Elected officials who donned hard hats to pose with shovels in the dirt recalled how excited they were when the expansion Mets were born in 1962, bringing National League baseball back to New York City after the departure of the Dodgers and Giants.
Pataki said he used to take the train to watch the Mets at the Polo Grounds, where they played their first two seasons and were famously bad.
``At that point I fell in love with Mets fans, because if there was a walk in the eighth inning you'd see the entire stadium go wild, even if the Mets happened to be behind by 15 runs at the time,'' he said. ``And it's that type of excitement, that type of fan commitment I think, that has really made the Mets a special part of the fabric of New York.''
The Mets' new stadium will be part of a complete transformation of the New York City ballpark landscape by opening day 2009.

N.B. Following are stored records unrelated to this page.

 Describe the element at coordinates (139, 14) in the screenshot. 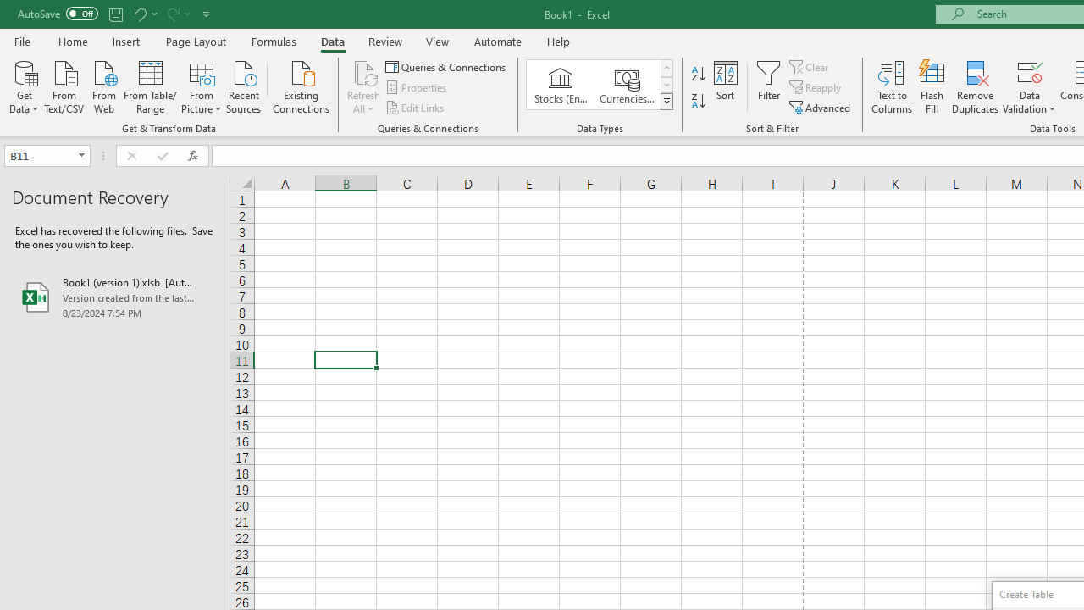

I see `Undo` at that location.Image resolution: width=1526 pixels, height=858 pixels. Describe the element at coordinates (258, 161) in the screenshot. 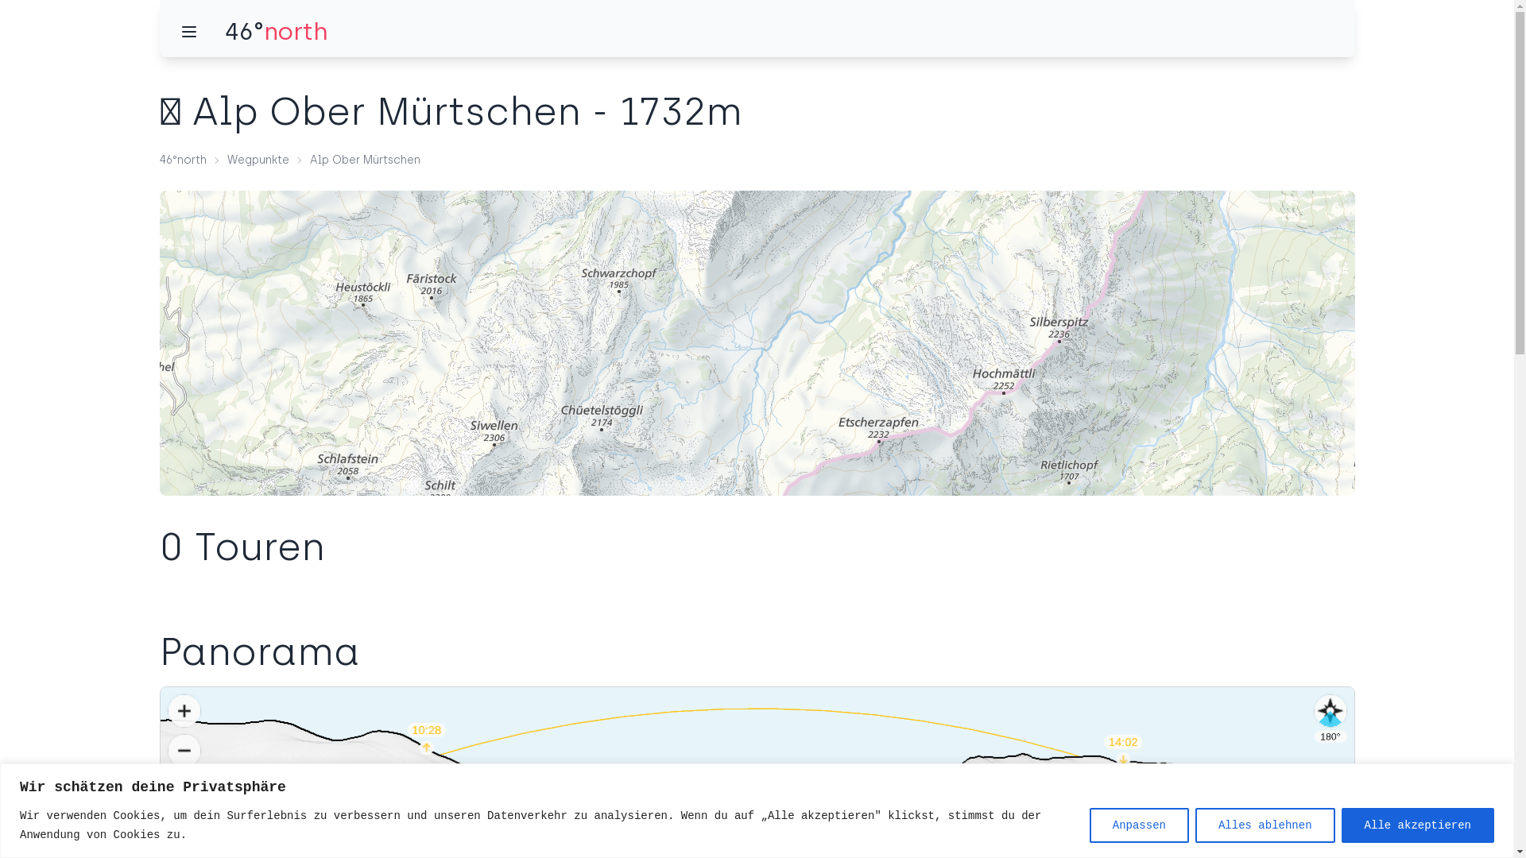

I see `Wegpunkte` at that location.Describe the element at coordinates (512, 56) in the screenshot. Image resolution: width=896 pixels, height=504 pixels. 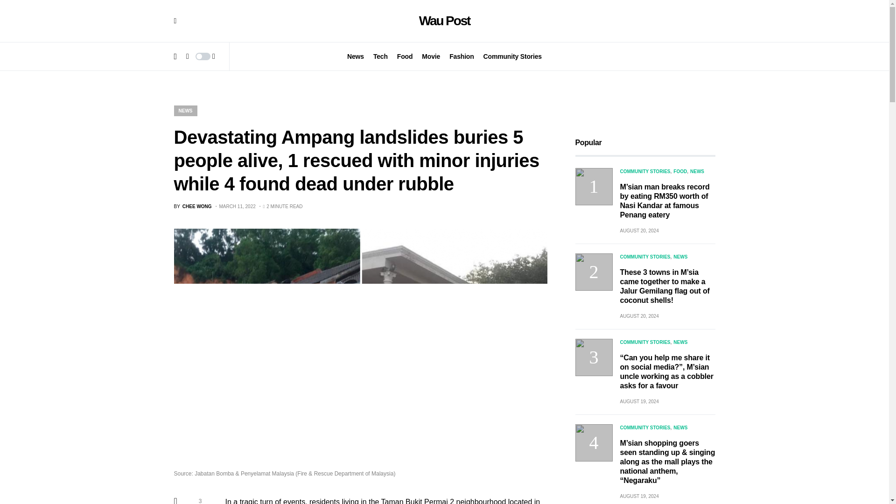
I see `Community Stories` at that location.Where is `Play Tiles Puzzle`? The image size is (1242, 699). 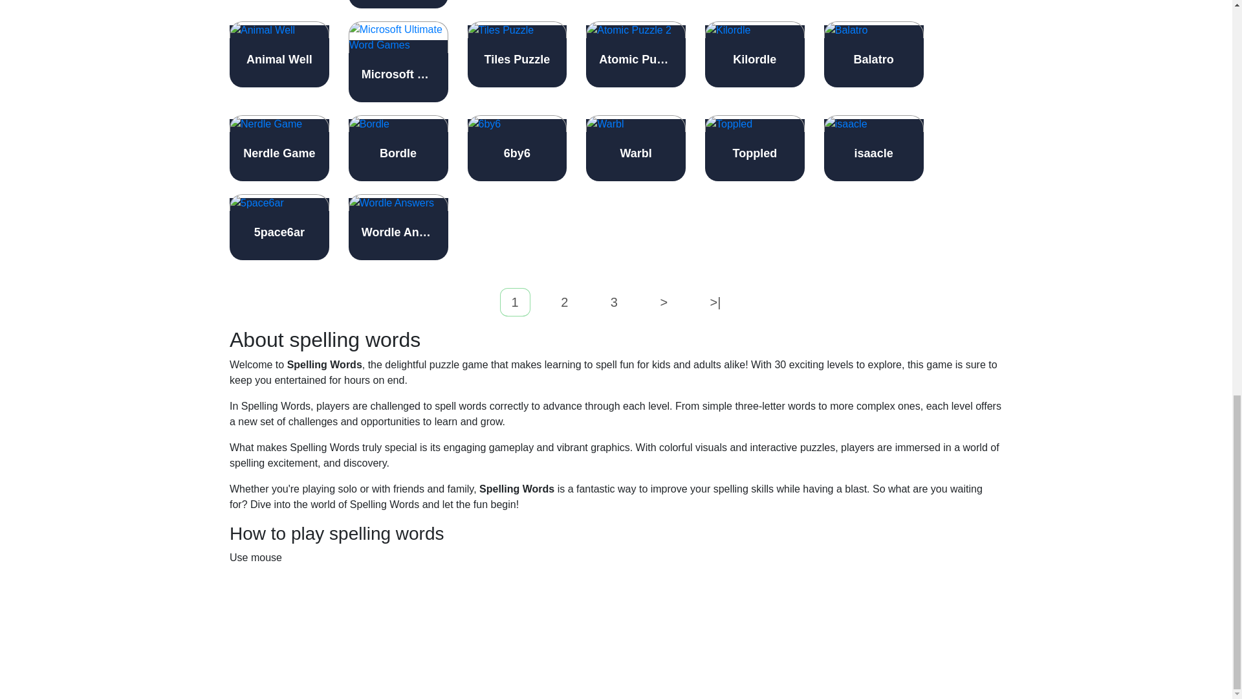 Play Tiles Puzzle is located at coordinates (516, 54).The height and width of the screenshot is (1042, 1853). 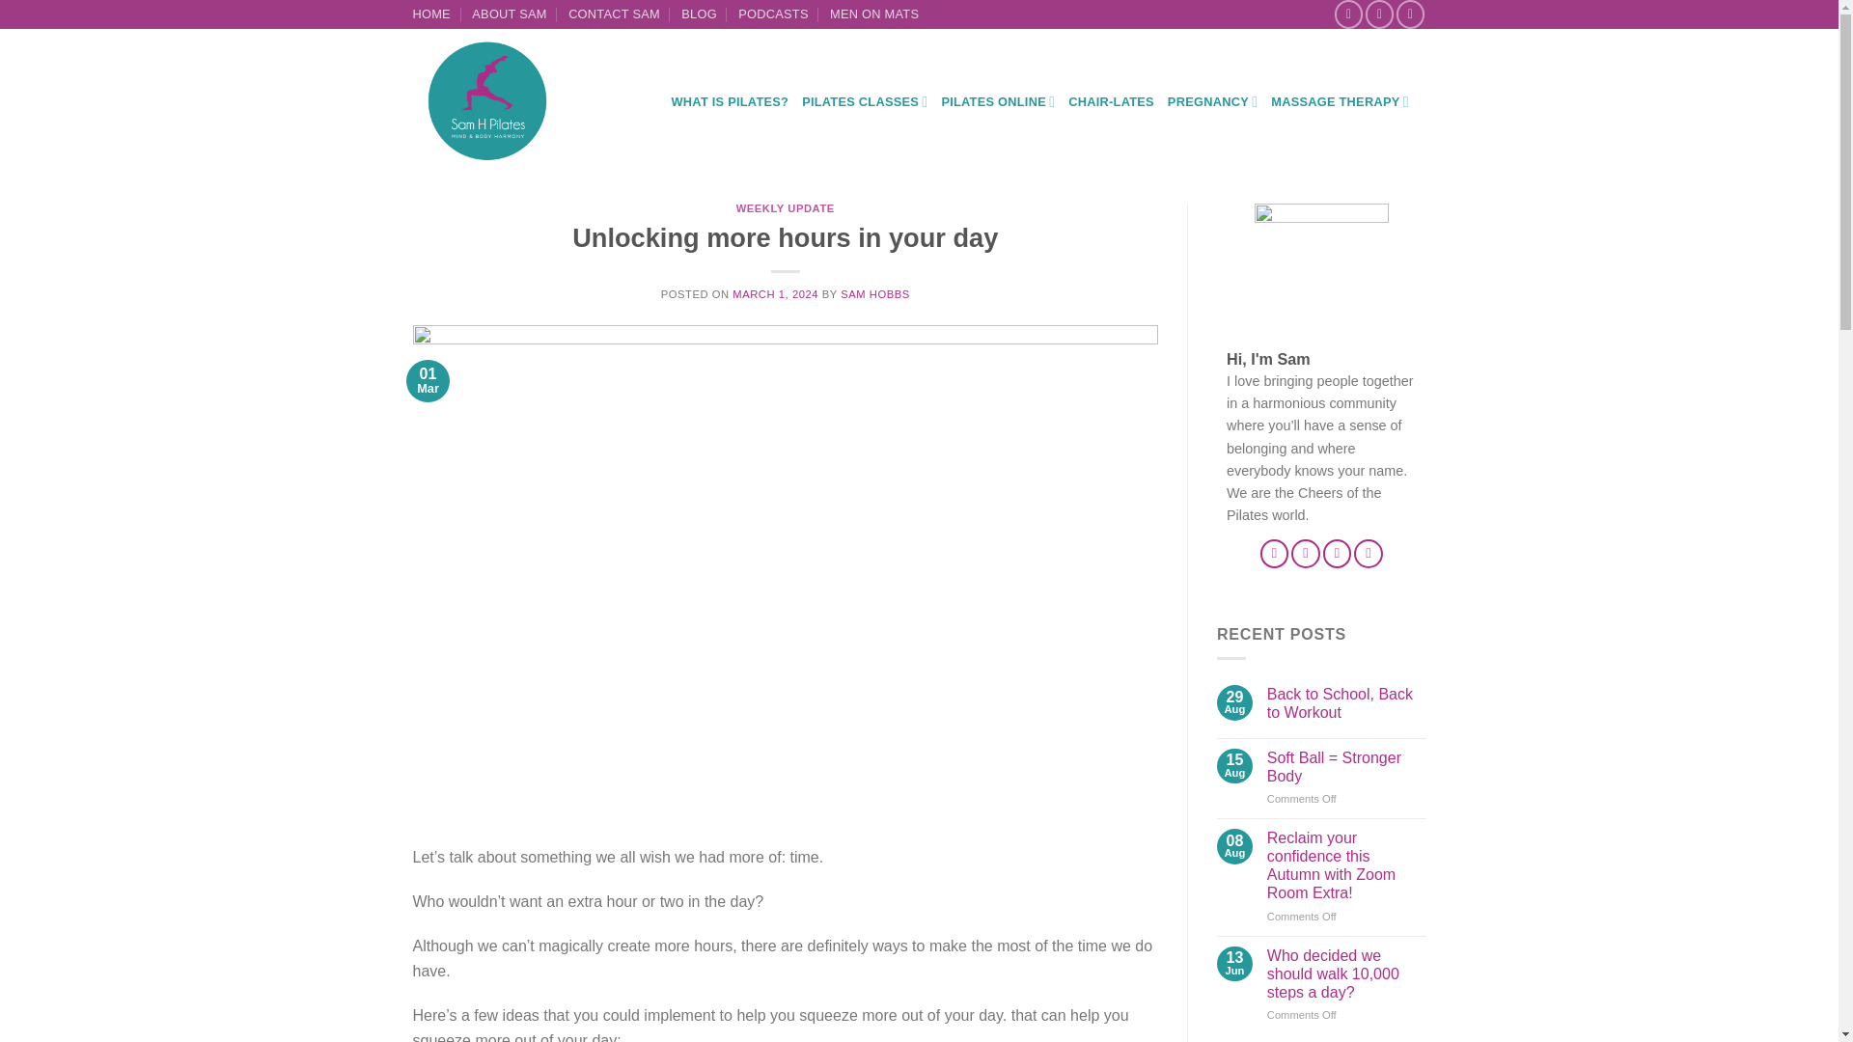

The Yankees are building a $1 billion, 53,000-seat ballpark that is also scheduled to open in 2009, adjacent to the old Yankee Stadium that was built in 1923.
Shea Stadium opened in 1964 and is the sixth-oldest major league ballpark in use. It was named for attorney William A. Shea, who led the effort to bring an NL team to the city after the Dodgers and Giants left for California.
The stadium was the site of some of the most memorable moments in New York sports history, including the Mets' 1986 run to the World Series title and the 2000 Subway Series against the Yankees. The building also hosted several musical and cultural events, from the Beatles playing the first large-scale outdoor stadium rock concert in 1965 to a visit from Pope John Paul II in 1979.
The new park, like many baseball stadiums that were built in the last dozen years, will have old-time features such as brick and limestone arches. The dimensions at Citi Field will be smaller than Shea down the lines, but farther in the gaps: 335 feet to left field, 408 to centre, 330 to right. Shea is 338 to left, 410 to centre, 338 to right.